How to Desaturate Figures for Publication using R

Many academic journals require figures in greyscale. This can be done relatively simply by printing to PDF as greyscale; however, this doesn’t give you a) a way to preview what the resulting figure will look like and b) much control over the process of desaturation. If you’re making figures in {R}, this process is almost as easy as the more simplistic print to PDF method.

dataviz
r
Author
Published

February 25, 2020

We’ll need a few extra libraries before we can get started. The primary means we’ll use to examine the desaturated figures (and look for issues with colorblindness) is colorblindr. This depends on the development versions of cowplot and colorspace (the latter we’ll use to desaturate) so we need to make sure those two are install before we install colorblindr.

devtools::install_github("wilkelab/cowplot")
install.packages("colorspace")
devtools::install_github("clauswilke/colorblindr")

Once that’s all done, we can load up tidyverse and our newly installed libraries and get to making a figure. This part is totally up to you, but I’ve created a very common plot using the included mtcars data in R.

library(tidyverse)
library(cowplot)
library(colorspace)
library(colorblindr)

plot.data <- mtcars

p <- ggplot(plot.data, aes(x = wt, y = mpg, color = factor(cyl))) +
  geom_point(size = 3) +
  theme_minimal()

This uses the built in color scheme.

If we wanted to desaturate this figure, what would it look like? How would we know if there is appropriate color separation so the reader could determine the various cyl levels? colorblindr gives us two ways to preview this; one static and one interactive.

cvd_grid(p) # prints grid of colorblind types
view_cvd(p) # starts an interactive app

As can be seen below, the standard color palette in ggplot is ok (but not great) on three of the colorblindness scales, but completely falls flat on desaturation. There’s no separation between the number of engine cylinders.

How can we fix this? First, we need a new color scale. I am partial to viridis as it is designed to solve many of the problems outlined above (and built into R).

p.viridis <- p +
  scale_colour_viridis_d()

When we subject this new figure to our colorblindness test, it performs much better. Important for our purposes, there is ample separation for desaturation.

cvd_grid(p.viridis)

How to desaturate

Once we have a figure that is amenable to desaturation, how do we do it? That’s where colorspace comes in. It can do far more than we are going to use it for (see the CRAN vignette for more info), but it makes desaturating a breeze.

p.des.viridis <- edit_colors(p.viridis, desaturate)
ggdraw(p.des.viridis)

Using edit_colors(foo, desaturate), we can completely desaturate our figure. And ggdraw plots the figure for easy viewing. As can be seen below, our mission is accomplished.

The last step is to save the figure for upload. I tend to save these files as PDFs; however, the journal likely has its own preferred file format (TIFF being really common).

ggsave(plot=p.des.viridis, "p_des_viridis.pdf", dpi=300, device = cairo_pdf)

And that’s it! Easy, reproducible desaturation (with a brief sidebar into colorblind friendly color palettes).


Exercise prompt — Every entry below should be transcribed exactly; pictures stay out of the copy.

Excerpts from a figure dataset —
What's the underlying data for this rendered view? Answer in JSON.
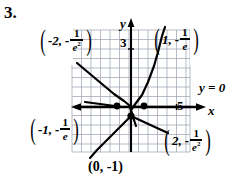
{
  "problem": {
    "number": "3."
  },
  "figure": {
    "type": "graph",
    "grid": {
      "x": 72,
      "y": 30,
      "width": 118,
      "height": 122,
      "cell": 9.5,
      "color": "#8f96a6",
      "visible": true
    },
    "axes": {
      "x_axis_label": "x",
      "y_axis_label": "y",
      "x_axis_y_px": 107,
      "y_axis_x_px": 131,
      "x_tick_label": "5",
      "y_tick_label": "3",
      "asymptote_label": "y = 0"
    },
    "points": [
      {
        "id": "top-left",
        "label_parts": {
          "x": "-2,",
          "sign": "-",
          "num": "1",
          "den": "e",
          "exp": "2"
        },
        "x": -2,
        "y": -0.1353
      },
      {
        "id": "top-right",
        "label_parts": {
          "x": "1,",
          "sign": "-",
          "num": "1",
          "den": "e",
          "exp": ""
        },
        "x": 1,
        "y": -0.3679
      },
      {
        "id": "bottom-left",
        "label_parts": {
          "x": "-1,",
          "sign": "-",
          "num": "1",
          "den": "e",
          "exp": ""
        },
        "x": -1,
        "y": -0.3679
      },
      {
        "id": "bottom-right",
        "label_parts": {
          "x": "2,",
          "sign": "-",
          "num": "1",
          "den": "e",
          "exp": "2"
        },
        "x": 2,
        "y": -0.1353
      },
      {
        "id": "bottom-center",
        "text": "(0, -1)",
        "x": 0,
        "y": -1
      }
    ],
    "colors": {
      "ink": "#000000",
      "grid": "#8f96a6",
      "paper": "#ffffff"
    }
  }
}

Written answer —
What's the underlying data for this rendered view? Answer in JSON.
{
  "problem": {
    "number": "3."
  },
  "figure": {
    "type": "graph",
    "grid": {
      "x": 72,
      "y": 30,
      "width": 118,
      "height": 122,
      "cell": 9.5,
      "color": "#8f96a6",
      "visible": true
    },
    "axes": {
      "x_axis_label": "x",
      "y_axis_label": "y",
      "x_axis_y_px": 107,
      "y_axis_x_px": 131,
      "x_tick_label": "5",
      "y_tick_label": "3",
      "asymptote_label": "y = 0"
    },
    "points": [
      {
        "id": "top-left",
        "label_parts": {
          "x": "-2,",
          "sign": "-",
          "num": "1",
          "den": "e",
          "exp": "2"
        },
        "x": -2,
        "y": -0.1353
      },
      {
        "id": "top-right",
        "label_parts": {
          "x": "1,",
          "sign": "-",
          "num": "1",
          "den": "e",
          "exp": ""
        },
        "x": 1,
        "y": -0.3679
      },
      {
        "id": "bottom-left",
        "label_parts": {
          "x": "-1,",
          "sign": "-",
          "num": "1",
          "den": "e",
          "exp": ""
        },
        "x": -1,
        "y": -0.3679
      },
      {
        "id": "bottom-right",
        "label_parts": {
          "x": "2,",
          "sign": "-",
          "num": "1",
          "den": "e",
          "exp": "2"
        },
        "x": 2,
        "y": -0.1353
      },
      {
        "id": "bottom-center",
        "text": "(0, -1)",
        "x": 0,
        "y": -1
      }
    ],
    "colors": {
      "ink": "#000000",
      "grid": "#8f96a6",
      "paper": "#ffffff"
    }
  }
}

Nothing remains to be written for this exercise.